Till and Sherry Ballard are adamant that Tommy was killed because of how hard he was working to find Rogers.
“He walked a million miles, looking and searching,” Till Ballard said. “ ... They knew Tommy wasn’t going to stop.”
Rogers’ boyfriend maintains he’s 100 percent innocent
Houck has said he didn’t do anything to Rogers. But the Ballards repeatedly said he was the last person to see Rogers alive, and the Nelson County sheriff’s office identified him as a suspect.
“I’ve never made that a secret,” Sherry Ballard said of her suspicion that Houck was involved in Rogers’ disappearance and Tommy’s death. The sheriff’s office hasn’t been able to do more than name Houck a suspect years ago.
The two met when Rogers was renting a home owned by Houck after she separated from her husband, Sherry told the Herald-Leader.
Houck said Rogers was still up on the night of July 3 when he went to bed. Days after Rogers’ disappearance, he told Nancy Grace in a television interview that he “was not in the least little bit alarmed” when he woke up on July 4 to find Rogers wasn’t home.
“We have had a stressed relationship at times, and one of the ways that Crystal has always chose to deal with that is by going to ... her cousin ... whom she’s very close to,” Houck told Grace in a phone interview. “She’s spent the night there on several occasions.”

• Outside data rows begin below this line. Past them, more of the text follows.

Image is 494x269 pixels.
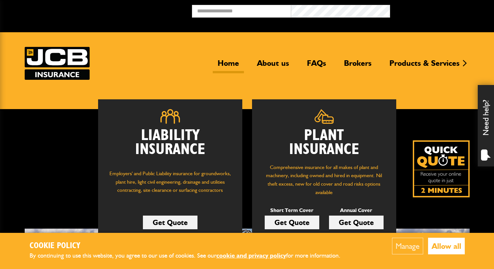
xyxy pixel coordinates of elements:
h2: Plant Insurance [262,128,387,156]
h2: Cookie Policy [30,241,351,251]
a: Get Quote [143,215,198,229]
a: About us [252,58,294,73]
a: Get Quote [329,215,384,229]
a: Get Quote [265,215,320,229]
button: Manage [392,237,424,254]
a: FAQs [302,58,331,73]
a: Get your insurance quote isn just 2-minutes [413,140,470,197]
a: cookie and privacy policy [217,251,286,259]
a: Home [213,58,244,73]
p: Employers' and Public Liability insurance for groundworks, plant hire, light civil engineering, d... [108,169,233,200]
a: JCB Insurance Services [25,47,90,80]
h2: Liability Insurance [108,128,233,163]
p: Annual Cover [329,206,384,214]
button: Allow all [428,237,465,254]
p: Short Term Cover [265,206,320,214]
img: JCB Insurance Services logo [25,47,90,80]
img: Quick Quote [413,140,470,197]
button: Broker Login [390,5,490,15]
div: Need help? [478,85,494,166]
p: Comprehensive insurance for all makes of plant and machinery, including owned and hired in equipm... [262,163,387,196]
p: By continuing to use this website, you agree to our use of cookies. See our for more information. [30,250,351,260]
a: Products & Services [385,58,465,73]
a: Brokers [339,58,377,73]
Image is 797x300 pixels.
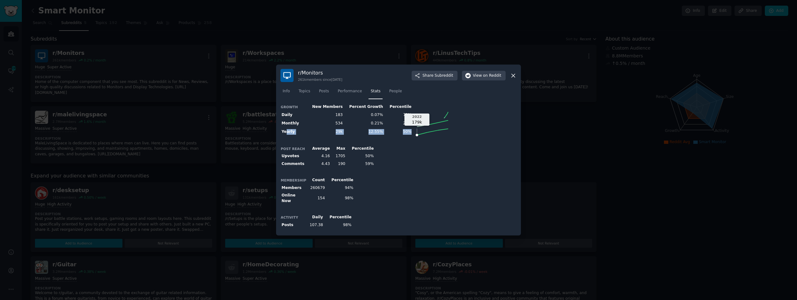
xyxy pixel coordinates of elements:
a: Topics [296,86,312,99]
h3: Growth [281,105,306,109]
th: Yearly [280,128,307,136]
th: Daily [307,214,324,222]
img: Monitors [280,69,293,82]
h3: r/ Monitors [298,70,342,76]
span: View [473,73,501,79]
td: 190 [331,160,346,168]
td: 29k [307,128,344,136]
th: Online Now [280,192,307,205]
th: Daily [280,111,307,119]
td: 0.21% [344,119,384,128]
th: New Members [307,103,344,111]
td: 94% [326,184,354,192]
td: 183 [307,111,344,119]
h3: Activity [281,215,306,220]
th: Max [331,145,346,153]
th: Percent Growth [344,103,384,111]
div: 261k members since [DATE] [298,77,342,82]
td: 50% [346,153,375,160]
td: 107.38 [307,221,324,229]
a: Info [280,86,292,99]
h3: Post Reach [281,147,306,151]
a: Posts [317,86,331,99]
th: Average [307,145,331,153]
span: Posts [319,89,329,94]
span: People [389,89,402,94]
span: Subreddit [434,73,453,79]
span: on Reddit [483,73,501,79]
td: 4.43 [307,160,331,168]
button: Viewon Reddit [462,71,505,81]
th: Percentile [326,177,354,184]
th: Percentile [324,214,352,222]
span: Topics [298,89,310,94]
th: Upvotes [280,153,307,160]
td: 154 [307,192,326,205]
th: Percentile [346,145,375,153]
td: 534 [307,119,344,128]
td: 4.16 [307,153,331,160]
th: Percentile [384,103,412,111]
h3: Membership [281,178,306,183]
a: Performance [335,86,364,99]
th: Count [307,177,326,184]
span: Stats [371,89,380,94]
td: 73% [384,111,412,119]
button: ShareSubreddit [411,71,457,81]
th: Monthly [280,119,307,128]
td: 22% [384,119,412,128]
a: People [387,86,404,99]
a: Stats [368,86,382,99]
td: 0.07% [344,111,384,119]
th: Members [280,184,307,192]
span: Info [282,89,290,94]
td: 12.55% [344,128,384,136]
td: 260679 [307,184,326,192]
span: Performance [337,89,362,94]
td: 59% [346,160,375,168]
td: 98% [326,192,354,205]
th: Comments [280,160,307,168]
td: 50% [384,128,412,136]
span: Share [422,73,453,79]
td: 1705 [331,153,346,160]
td: 98% [324,221,352,229]
th: Posts [280,221,307,229]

On Nancy Grace’s show, Houck said he went to a July Fourth party without Rogers and was planning to check with others about Rogers if she remained absent for more than a day or a day-and-a-half.
Rogers’ family members said Houck didn’t help them try to search for her. He addressed that concern on Grace’s show.

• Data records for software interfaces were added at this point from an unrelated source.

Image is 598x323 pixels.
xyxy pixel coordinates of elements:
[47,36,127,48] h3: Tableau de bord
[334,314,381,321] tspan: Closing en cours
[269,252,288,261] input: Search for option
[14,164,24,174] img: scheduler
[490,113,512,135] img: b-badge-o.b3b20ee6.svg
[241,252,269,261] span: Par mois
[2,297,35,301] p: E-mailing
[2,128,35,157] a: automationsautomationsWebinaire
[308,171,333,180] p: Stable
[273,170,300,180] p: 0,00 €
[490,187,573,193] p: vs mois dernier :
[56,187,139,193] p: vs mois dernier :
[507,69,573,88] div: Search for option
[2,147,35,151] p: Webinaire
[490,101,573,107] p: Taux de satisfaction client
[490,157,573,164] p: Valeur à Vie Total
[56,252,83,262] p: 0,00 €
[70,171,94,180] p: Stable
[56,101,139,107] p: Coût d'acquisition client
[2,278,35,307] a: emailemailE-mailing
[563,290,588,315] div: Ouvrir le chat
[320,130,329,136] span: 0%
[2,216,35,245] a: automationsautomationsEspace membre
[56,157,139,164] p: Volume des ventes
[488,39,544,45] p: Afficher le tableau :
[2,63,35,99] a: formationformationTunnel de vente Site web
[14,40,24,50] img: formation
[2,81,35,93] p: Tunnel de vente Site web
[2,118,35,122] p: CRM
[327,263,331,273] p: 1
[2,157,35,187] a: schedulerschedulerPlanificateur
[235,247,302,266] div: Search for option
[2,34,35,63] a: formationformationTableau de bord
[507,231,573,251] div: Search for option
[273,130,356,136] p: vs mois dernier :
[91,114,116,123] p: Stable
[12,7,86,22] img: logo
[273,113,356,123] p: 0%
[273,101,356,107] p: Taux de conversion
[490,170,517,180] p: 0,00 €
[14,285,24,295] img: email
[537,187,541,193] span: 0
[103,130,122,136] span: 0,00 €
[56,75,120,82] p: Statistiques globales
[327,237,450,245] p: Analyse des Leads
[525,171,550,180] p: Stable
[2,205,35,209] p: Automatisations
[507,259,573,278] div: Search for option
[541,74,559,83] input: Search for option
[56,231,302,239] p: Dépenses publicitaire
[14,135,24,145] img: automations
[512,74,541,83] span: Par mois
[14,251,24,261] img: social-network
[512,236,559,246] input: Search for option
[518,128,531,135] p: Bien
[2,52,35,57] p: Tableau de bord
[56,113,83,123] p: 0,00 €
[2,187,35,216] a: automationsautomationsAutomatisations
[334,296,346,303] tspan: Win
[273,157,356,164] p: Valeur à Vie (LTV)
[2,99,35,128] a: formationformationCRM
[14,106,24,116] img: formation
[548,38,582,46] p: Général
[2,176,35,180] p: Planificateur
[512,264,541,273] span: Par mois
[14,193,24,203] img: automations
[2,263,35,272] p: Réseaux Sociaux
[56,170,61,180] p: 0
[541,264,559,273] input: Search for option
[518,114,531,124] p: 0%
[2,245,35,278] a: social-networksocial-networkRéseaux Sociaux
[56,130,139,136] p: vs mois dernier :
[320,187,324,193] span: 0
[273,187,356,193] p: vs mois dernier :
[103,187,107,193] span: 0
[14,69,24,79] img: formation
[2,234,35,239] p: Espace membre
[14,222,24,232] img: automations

“All of my efforts in searching for her have been done behind the scenes with the Nelson County sheriff’s office,” Houck said on Nancy Grace’s show.

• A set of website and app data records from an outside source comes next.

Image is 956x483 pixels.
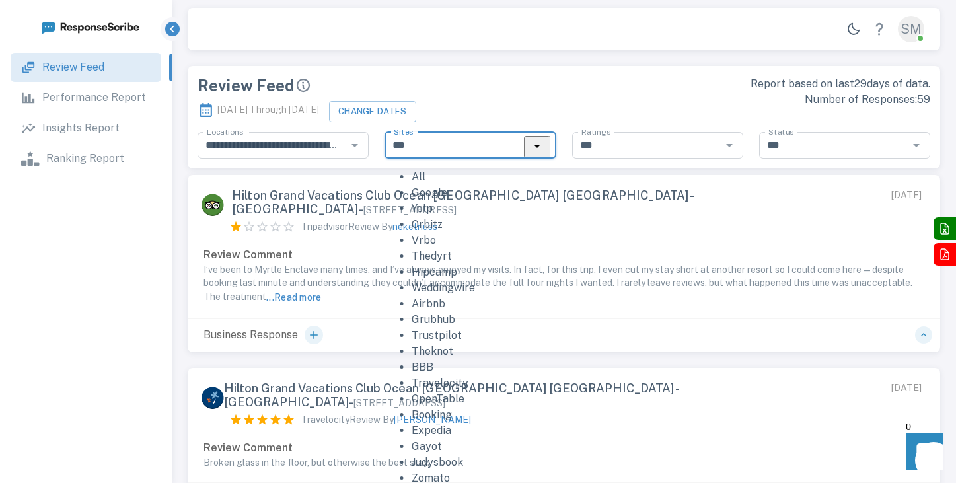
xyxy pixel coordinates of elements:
[346,136,364,155] button: Open
[572,92,931,108] p: Number of Responses: 59
[11,53,161,82] a: Review Feed
[891,188,922,202] div: [DATE]
[363,205,457,215] span: [STREET_ADDRESS]
[204,440,924,456] p: Review Comment
[572,76,931,92] p: Report based on last 29 days of data.
[198,76,556,94] div: Review Feed
[582,126,611,137] label: Ratings
[11,114,161,143] a: Insights Report
[354,398,445,408] span: [STREET_ADDRESS]
[201,194,224,217] img: Tripadvisor
[198,98,319,123] p: [DATE] Through [DATE]
[329,101,416,122] button: Change Dates
[42,120,120,136] p: Insights Report
[301,413,471,427] p: Travelocity Review By
[42,90,146,106] p: Performance Report
[201,387,224,410] img: Travelocity
[204,263,924,305] p: I’ve been to Myrtle Enclave many times, and I’ve always enjoyed my visits. In fact, for this trip...
[11,144,161,173] a: Ranking Report
[204,456,924,469] p: Broken glass in the floor, but otherwise the best stay.
[720,136,739,155] button: Open
[934,217,956,240] button: Export to Excel
[204,247,924,263] p: Review Comment
[934,243,956,266] button: Export to PDF
[40,19,139,35] img: logo
[196,326,331,344] p: Business Response
[266,289,322,305] button: ...Read more
[42,59,104,75] p: Review Feed
[893,424,950,480] iframe: Front Chat
[907,136,926,155] button: Open
[224,381,745,410] span: Hilton Grand Vacations Club Ocean [GEOGRAPHIC_DATA] [GEOGRAPHIC_DATA] - [GEOGRAPHIC_DATA] -
[891,381,922,395] div: [DATE]
[207,126,243,137] label: Locations
[46,151,124,167] p: Ranking Report
[301,220,437,234] p: Tripadvisor Review By
[232,188,730,217] span: Hilton Grand Vacations Club Ocean [GEOGRAPHIC_DATA] [GEOGRAPHIC_DATA] - [GEOGRAPHIC_DATA] -
[394,126,413,137] label: Sites
[11,83,161,112] a: Performance Report
[866,16,893,42] a: Help Center
[898,16,924,42] div: SM
[769,126,794,137] label: Status
[524,136,550,158] button: Close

Houck said that he had been “100 percent completely honest with everyone” and cooperative.
“I’m 100 percent completely innocent in this, and I have exhausted my efforts with the law enforcement agencies to gather all the facts necessary to allow me to have a clean name again,” Houck said on Grace’s show.
‘We’ve been through it’
Tommy was the second of Till and Betty Ballard’s children to be murdered. Their daughter, Freda Sharene “Sherry” Ballard was killed in 1979 and her car was submerged in the Ohio River, according to multiple reports. Her remains were found buried in the woods in 1983.
“We’ve been through it,” Till Ballard said. “We’ve had our share of bad luck.”
Till and Betty said Sharene was seven-and-a-half months pregnant at the time. Her estranged husband, Edsel Barnes, was found guilty of murder by a jury, according to court records. George Weir was also found guilty. Both are serving life sentences in prison, Till said.
Sharene’s child would’ve been Till and Betty’s first grandchild, Betty said. Rogers was the couple’s first living grandchild, she said.
Till said it felt like they’re living that grief all over again.